From A World to Win News
Service:
Law students at Mohammed I University in the
north-eastern city of Oujda in Morocco beat back police and occupied the campus
on 22 December. Morocco's campuses have repeatedly been a battleground,
especially since last April when radical students battled Islamists at the
highly politicized and polarized university in Fes. At that time the Islamist
government serving under the authority of king Mohammed VI declared the student
movement a problem of "public safety", authorized the police to enter
university facilities (previously off-limits to them) and restricted campus
demonstrations.
The Oudja students had gone on strike, set up
literature tables and blocked access to a law school building in a protest
against entrance exams and procedures that admit only 240 students to a masters
programme out of the 900 who have completed the undergraduate courses. The
police entered in force, charging in on numerous vehicles and trying to surround
the open area occupied by the students, but appear to have been forced to
retreat by youth who stood their ground. Despite encirclement of the campus by
security forces the protests spilled over to several neighbourhoods in Oujda.
(For footage of this pitched battle, see Dalil-rif.com)
This university has been known for radical
anti-government opposition, and Education Minister Lahcen Daoudi denounced the
students harshly. He claimed that their real political target was the regime,
and that having armed themselves "with stones and onions to make tear gas
bombs", they had injured a hundred police. Students followed up with a
sit-in at the university.
The authorities have singled out the organization Voie
Democratique Bassiste (Democratic Path – the Base) for attack in connection
with these student protests. Many students allegedly associated with it have
been arrested over recent years. Imprisoned student leaders, both those long
awaiting trial and those already convicted, have launched repeated hunger
strikes – often subsisting on sugar and water and sometimes not – for
recognition of their rights as political prisoners and against prison abuses,
and demanding accelerated trials and authorization to pursue their studies in
jail.
One of them was Mustapa Meziani, who died last 15
October after a 72-day hunger strike in Fes. Abelhak Atalhaoui, in Essaouira
prison, waged a long hunger strike in October. More recently, Aziz Elkhalfaoui,
a leader of the 20 February Student Movement, arrested on 4 September 2014 and
still awaiting trial in Marrakesh, went on hunger strike on 3 December. He was
reportedly in a coma and hospitalized on 15 December. Redouane el Aaimi,
arrested at the same time and also on hunger strike since 3 December in
Marrakesh, is reportedly very ill.
A week later these two young men were joined in their
action by two other prisoners, Aziz Elbour and Mohamed Elmouden, serving
three-year sentences in the southern Morocco city of Tiznit.
The authorities have blacked out news of these prison
protests in the media, and we have learned nothing more since late December.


■ **What you will do**:
Go through the data below and repeat it exactly, skipping each picture.

■ **Data supplied**:
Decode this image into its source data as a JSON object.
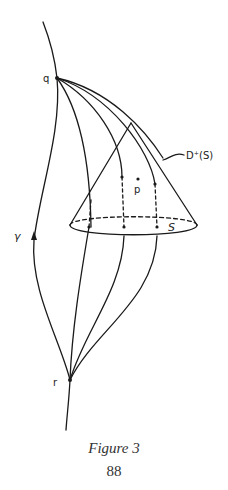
{
  "figure": {
    "caption": "Figure 3",
    "page_number": "88"
  },
  "labels": {
    "q": "q",
    "r": "r",
    "p": "p",
    "gamma": "γ",
    "surface": "S",
    "domain": "D⁺(S)"
  },
  "colors": {
    "ink": "#1a1a1a",
    "background": "#ffffff"
  }
}
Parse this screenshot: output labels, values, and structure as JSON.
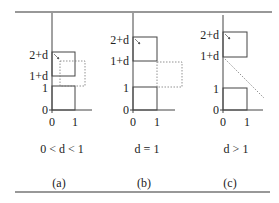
{
  "figure": {
    "panels": [
      {
        "id": "a",
        "caption": "0 < d < 1",
        "sublabel": "(a)",
        "y_ticks": [
          "2+d",
          "1+d",
          "1",
          "0"
        ],
        "x_ticks": [
          "0",
          "1"
        ]
      },
      {
        "id": "b",
        "caption": "d = 1",
        "sublabel": "(b)",
        "y_ticks": [
          "2+d",
          "1+d",
          "1",
          "0"
        ],
        "x_ticks": [
          "0",
          "1"
        ]
      },
      {
        "id": "c",
        "caption": "d > 1",
        "sublabel": "(c)",
        "y_ticks": [
          "2+d",
          "1+d",
          "1",
          "0"
        ],
        "x_ticks": [
          "0",
          "1"
        ]
      }
    ],
    "colors": {
      "line": "#444444",
      "dotted": "#777777",
      "text": "#222222"
    }
  }
}
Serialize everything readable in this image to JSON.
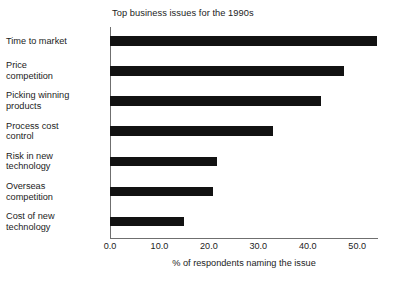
{
  "chart_data": {
    "type": "bar",
    "orientation": "horizontal",
    "title": "Top business issues for the 1990s",
    "xlabel": "% of respondents naming the issue",
    "ylabel": "",
    "xlim": [
      0.0,
      54.2
    ],
    "xticks": [
      "0.0",
      "10.0",
      "20.0",
      "30.0",
      "40.0",
      "50.0"
    ],
    "xtick_values": [
      0,
      10,
      20,
      30,
      40,
      50
    ],
    "grid": false,
    "legend": null,
    "bar_color": "#121212",
    "axis_color": "#6f6f6f",
    "categories": [
      "Time to market",
      "Price competition",
      "Picking winning products",
      "Process cost control",
      "Risk in new technology",
      "Overseas competition",
      "Cost of new technology"
    ],
    "category_lines": [
      [
        "Time to market"
      ],
      [
        "Price",
        "competition"
      ],
      [
        "Picking winning",
        "products"
      ],
      [
        "Process cost",
        "control"
      ],
      [
        "Risk in new",
        "technology"
      ],
      [
        "Overseas",
        "competition"
      ],
      [
        "Cost of new",
        "technology"
      ]
    ],
    "values": [
      54.0,
      47.4,
      42.7,
      33.0,
      21.7,
      20.9,
      15.0
    ]
  }
}
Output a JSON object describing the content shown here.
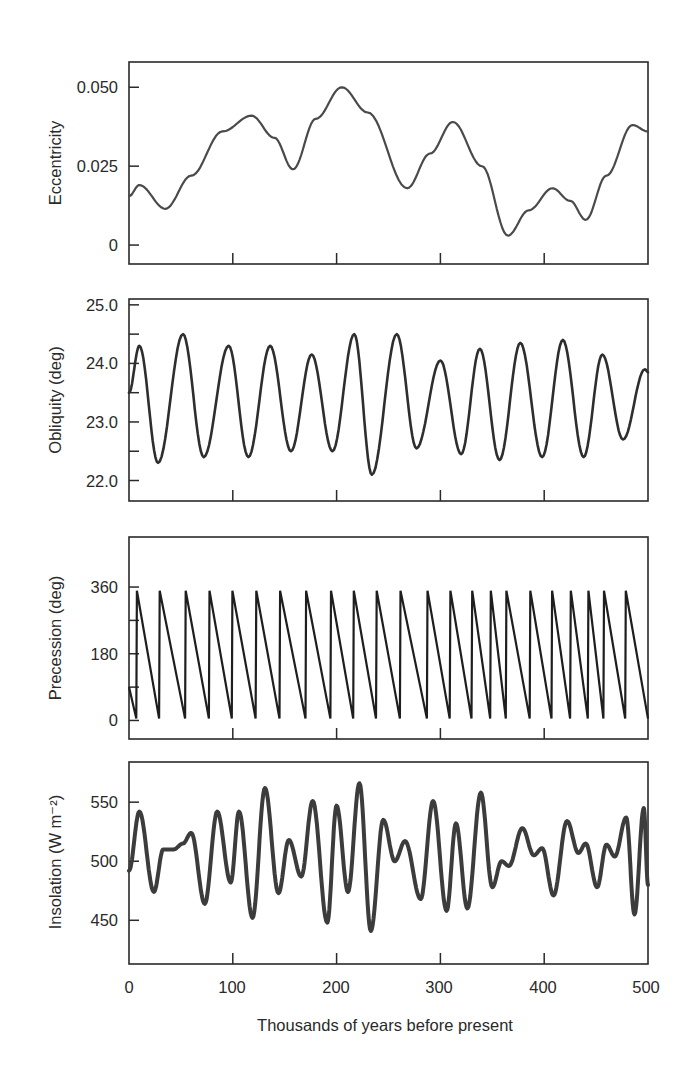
{
  "figure": {
    "xlabel": "Thousands of years before present",
    "x_tick_labels": [
      "0",
      "100",
      "200",
      "300",
      "400",
      "500"
    ]
  },
  "chart_data": [
    {
      "type": "line",
      "title": "",
      "xlabel": "Thousands of years before present",
      "ylabel": "Eccentricity",
      "xlim": [
        0,
        500
      ],
      "ylim": [
        -0.006,
        0.058
      ],
      "yticks": [
        0,
        0.025,
        0.05
      ],
      "ytick_labels": [
        "0",
        "0.025",
        "0.050"
      ],
      "grid": false,
      "line_color": "#4a4a4a",
      "line_width": 2.2,
      "x": [
        0,
        10,
        35,
        60,
        90,
        118,
        140,
        158,
        180,
        205,
        230,
        268,
        290,
        312,
        340,
        365,
        385,
        408,
        425,
        440,
        460,
        485,
        500
      ],
      "values": [
        0.0155,
        0.019,
        0.0115,
        0.022,
        0.036,
        0.041,
        0.034,
        0.024,
        0.04,
        0.05,
        0.042,
        0.018,
        0.029,
        0.039,
        0.025,
        0.003,
        0.011,
        0.018,
        0.014,
        0.008,
        0.022,
        0.038,
        0.036
      ]
    },
    {
      "type": "line",
      "title": "",
      "xlabel": "Thousands of years before present",
      "ylabel": "Obliquity (deg)",
      "xlim": [
        0,
        500
      ],
      "ylim": [
        21.65,
        25.1
      ],
      "yticks": [
        22.0,
        22.5,
        23.0,
        23.5,
        24.0,
        24.5,
        25.0
      ],
      "ytick_labels": [
        "22.0",
        "",
        "23.0",
        "",
        "24.0",
        "",
        "25.0"
      ],
      "grid": false,
      "line_color": "#2e2e2e",
      "line_width": 2.6,
      "x": [
        0,
        10,
        28,
        52,
        72,
        96,
        115,
        136,
        156,
        176,
        196,
        217,
        234,
        258,
        277,
        300,
        320,
        338,
        357,
        377,
        398,
        418,
        438,
        456,
        476,
        497,
        500
      ],
      "values": [
        23.5,
        24.3,
        22.3,
        24.5,
        22.4,
        24.3,
        22.4,
        24.3,
        22.5,
        24.15,
        22.5,
        24.5,
        22.1,
        24.5,
        22.55,
        24.05,
        22.45,
        24.25,
        22.35,
        24.35,
        22.4,
        24.4,
        22.4,
        24.15,
        22.7,
        23.9,
        23.85
      ]
    },
    {
      "type": "line",
      "title": "",
      "xlabel": "Thousands of years before present",
      "ylabel": "Precession (deg)",
      "xlim": [
        0,
        500
      ],
      "ylim": [
        -50,
        495
      ],
      "yticks": [
        0,
        90,
        180,
        270,
        360
      ],
      "ytick_labels": [
        "0",
        "",
        "180",
        "",
        "360"
      ],
      "grid": false,
      "line_color": "#1e1e1e",
      "line_width": 2.2,
      "reset_points_kyr": [
        7,
        29,
        54,
        77,
        99,
        122,
        145,
        170,
        194,
        216,
        238,
        261,
        287,
        309,
        330,
        348,
        363,
        386,
        407,
        425,
        442,
        457,
        478
      ],
      "start_value": 90,
      "max_value": 350,
      "min_value": 5,
      "end_value": 60
    },
    {
      "type": "line",
      "title": "",
      "xlabel": "Thousands of years before present",
      "ylabel": "Insolation (W m⁻²)",
      "xlim": [
        0,
        500
      ],
      "ylim": [
        413,
        584
      ],
      "yticks": [
        450,
        500,
        550
      ],
      "ytick_labels": [
        "450",
        "500",
        "550"
      ],
      "grid": false,
      "line_color": "#3c3c3c",
      "line_width": 4,
      "x": [
        0,
        10,
        24,
        33,
        43,
        52,
        60,
        73,
        85,
        98,
        106,
        119,
        131,
        144,
        154,
        166,
        177,
        191,
        200,
        211,
        222,
        233,
        245,
        256,
        266,
        281,
        293,
        306,
        315,
        326,
        339,
        350,
        359,
        366,
        379,
        390,
        398,
        409,
        422,
        433,
        440,
        451,
        460,
        468,
        479,
        487,
        496,
        500
      ],
      "values": [
        492,
        542,
        474,
        510,
        510,
        515,
        524,
        464,
        542,
        482,
        542,
        452,
        562,
        473,
        518,
        487,
        551,
        448,
        547,
        474,
        566,
        441,
        535,
        500,
        517,
        468,
        551,
        458,
        532,
        460,
        558,
        478,
        500,
        496,
        528,
        505,
        511,
        471,
        534,
        507,
        515,
        478,
        514,
        504,
        537,
        455,
        545,
        480
      ]
    }
  ]
}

■ **Output of the exercise**:
Decode this image into its source data as a JSON object.
{
  "figure": {
    "caption": "Figure 3",
    "page_number": "88"
  },
  "labels": {
    "q": "q",
    "r": "r",
    "p": "p",
    "gamma": "γ",
    "surface": "S",
    "domain": "D⁺(S)"
  },
  "colors": {
    "ink": "#1a1a1a",
    "background": "#ffffff"
  }
}
Parse this screenshot: output labels, values, and structure as JSON.
{
  "figure": {
    "panels": [
      {
        "id": "a",
        "caption": "0 < d < 1",
        "sublabel": "(a)",
        "y_ticks": [
          "2+d",
          "1+d",
          "1",
          "0"
        ],
        "x_ticks": [
          "0",
          "1"
        ]
      },
      {
        "id": "b",
        "caption": "d = 1",
        "sublabel": "(b)",
        "y_ticks": [
          "2+d",
          "1+d",
          "1",
          "0"
        ],
        "x_ticks": [
          "0",
          "1"
        ]
      },
      {
        "id": "c",
        "caption": "d > 1",
        "sublabel": "(c)",
        "y_ticks": [
          "2+d",
          "1+d",
          "1",
          "0"
        ],
        "x_ticks": [
          "0",
          "1"
        ]
      }
    ],
    "colors": {
      "line": "#444444",
      "dotted": "#777777",
      "text": "#222222"
    }
  }
}
Serialize everything readable in this image to JSON.
{
  "chart_data": {
    "type": "bar",
    "orientation": "horizontal",
    "title": "Top business issues for the 1990s",
    "xlabel": "% of respondents naming the issue",
    "ylabel": "",
    "xlim": [
      0.0,
      54.2
    ],
    "xticks": [
      "0.0",
      "10.0",
      "20.0",
      "30.0",
      "40.0",
      "50.0"
    ],
    "xtick_values": [
      0,
      10,
      20,
      30,
      40,
      50
    ],
    "grid": false,
    "legend": null,
    "bar_color": "#121212",
    "axis_color": "#6f6f6f",
    "categories": [
      "Time to market",
      "Price competition",
      "Picking winning products",
      "Process cost control",
      "Risk in new technology",
      "Overseas competition",
      "Cost of new technology"
    ],
    "category_lines": [
      [
        "Time to market"
      ],
      [
        "Price",
        "competition"
      ],
      [
        "Picking winning",
        "products"
      ],
      [
        "Process cost",
        "control"
      ],
      [
        "Risk in new",
        "technology"
      ],
      [
        "Overseas",
        "competition"
      ],
      [
        "Cost of new",
        "technology"
      ]
    ],
    "values": [
      54.0,
      47.4,
      42.7,
      33.0,
      21.7,
      20.9,
      15.0
    ]
  }
}
Output a JSON object describing the content shown here.
{
  "figure": {
    "xlabel": "Thousands of years before present",
    "x_tick_labels": [
      "0",
      "100",
      "200",
      "300",
      "400",
      "500"
    ]
  },
  "chart_data": [
    {
      "type": "line",
      "title": "",
      "xlabel": "Thousands of years before present",
      "ylabel": "Eccentricity",
      "xlim": [
        0,
        500
      ],
      "ylim": [
        -0.006,
        0.058
      ],
      "yticks": [
        0,
        0.025,
        0.05
      ],
      "ytick_labels": [
        "0",
        "0.025",
        "0.050"
      ],
      "grid": false,
      "line_color": "#4a4a4a",
      "line_width": 2.2,
      "x": [
        0,
        10,
        35,
        60,
        90,
        118,
        140,
        158,
        180,
        205,
        230,
        268,
        290,
        312,
        340,
        365,
        385,
        408,
        425,
        440,
        460,
        485,
        500
      ],
      "values": [
        0.0155,
        0.019,
        0.0115,
        0.022,
        0.036,
        0.041,
        0.034,
        0.024,
        0.04,
        0.05,
        0.042,
        0.018,
        0.029,
        0.039,
        0.025,
        0.003,
        0.011,
        0.018,
        0.014,
        0.008,
        0.022,
        0.038,
        0.036
      ]
    },
    {
      "type": "line",
      "title": "",
      "xlabel": "Thousands of years before present",
      "ylabel": "Obliquity (deg)",
      "xlim": [
        0,
        500
      ],
      "ylim": [
        21.65,
        25.1
      ],
      "yticks": [
        22.0,
        22.5,
        23.0,
        23.5,
        24.0,
        24.5,
        25.0
      ],
      "ytick_labels": [
        "22.0",
        "",
        "23.0",
        "",
        "24.0",
        "",
        "25.0"
      ],
      "grid": false,
      "line_color": "#2e2e2e",
      "line_width": 2.6,
      "x": [
        0,
        10,
        28,
        52,
        72,
        96,
        115,
        136,
        156,
        176,
        196,
        217,
        234,
        258,
        277,
        300,
        320,
        338,
        357,
        377,
        398,
        418,
        438,
        456,
        476,
        497,
        500
      ],
      "values": [
        23.5,
        24.3,
        22.3,
        24.5,
        22.4,
        24.3,
        22.4,
        24.3,
        22.5,
        24.15,
        22.5,
        24.5,
        22.1,
        24.5,
        22.55,
        24.05,
        22.45,
        24.25,
        22.35,
        24.35,
        22.4,
        24.4,
        22.4,
        24.15,
        22.7,
        23.9,
        23.85
      ]
    },
    {
      "type": "line",
      "title": "",
      "xlabel": "Thousands of years before present",
      "ylabel": "Precession (deg)",
      "xlim": [
        0,
        500
      ],
      "ylim": [
        -50,
        495
      ],
      "yticks": [
        0,
        90,
        180,
        270,
        360
      ],
      "ytick_labels": [
        "0",
        "",
        "180",
        "",
        "360"
      ],
      "grid": false,
      "line_color": "#1e1e1e",
      "line_width": 2.2,
      "reset_points_kyr": [
        7,
        29,
        54,
        77,
        99,
        122,
        145,
        170,
        194,
        216,
        238,
        261,
        287,
        309,
        330,
        348,
        363,
        386,
        407,
        425,
        442,
        457,
        478
      ],
      "start_value": 90,
      "max_value": 350,
      "min_value": 5,
      "end_value": 60
    },
    {
      "type": "line",
      "title": "",
      "xlabel": "Thousands of years before present",
      "ylabel": "Insolation (W m⁻²)",
      "xlim": [
        0,
        500
      ],
      "ylim": [
        413,
        584
      ],
      "yticks": [
        450,
        500,
        550
      ],
      "ytick_labels": [
        "450",
        "500",
        "550"
      ],
      "grid": false,
      "line_color": "#3c3c3c",
      "line_width": 4,
      "x": [
        0,
        10,
        24,
        33,
        43,
        52,
        60,
        73,
        85,
        98,
        106,
        119,
        131,
        144,
        154,
        166,
        177,
        191,
        200,
        211,
        222,
        233,
        245,
        256,
        266,
        281,
        293,
        306,
        315,
        326,
        339,
        350,
        359,
        366,
        379,
        390,
        398,
        409,
        422,
        433,
        440,
        451,
        460,
        468,
        479,
        487,
        496,
        500
      ],
      "values": [
        492,
        542,
        474,
        510,
        510,
        515,
        524,
        464,
        542,
        482,
        542,
        452,
        562,
        473,
        518,
        487,
        551,
        448,
        547,
        474,
        566,
        441,
        535,
        500,
        517,
        468,
        551,
        458,
        532,
        460,
        558,
        478,
        500,
        496,
        528,
        505,
        511,
        471,
        534,
        507,
        515,
        478,
        514,
        504,
        537,
        455,
        545,
        480
      ]
    }
  ]
}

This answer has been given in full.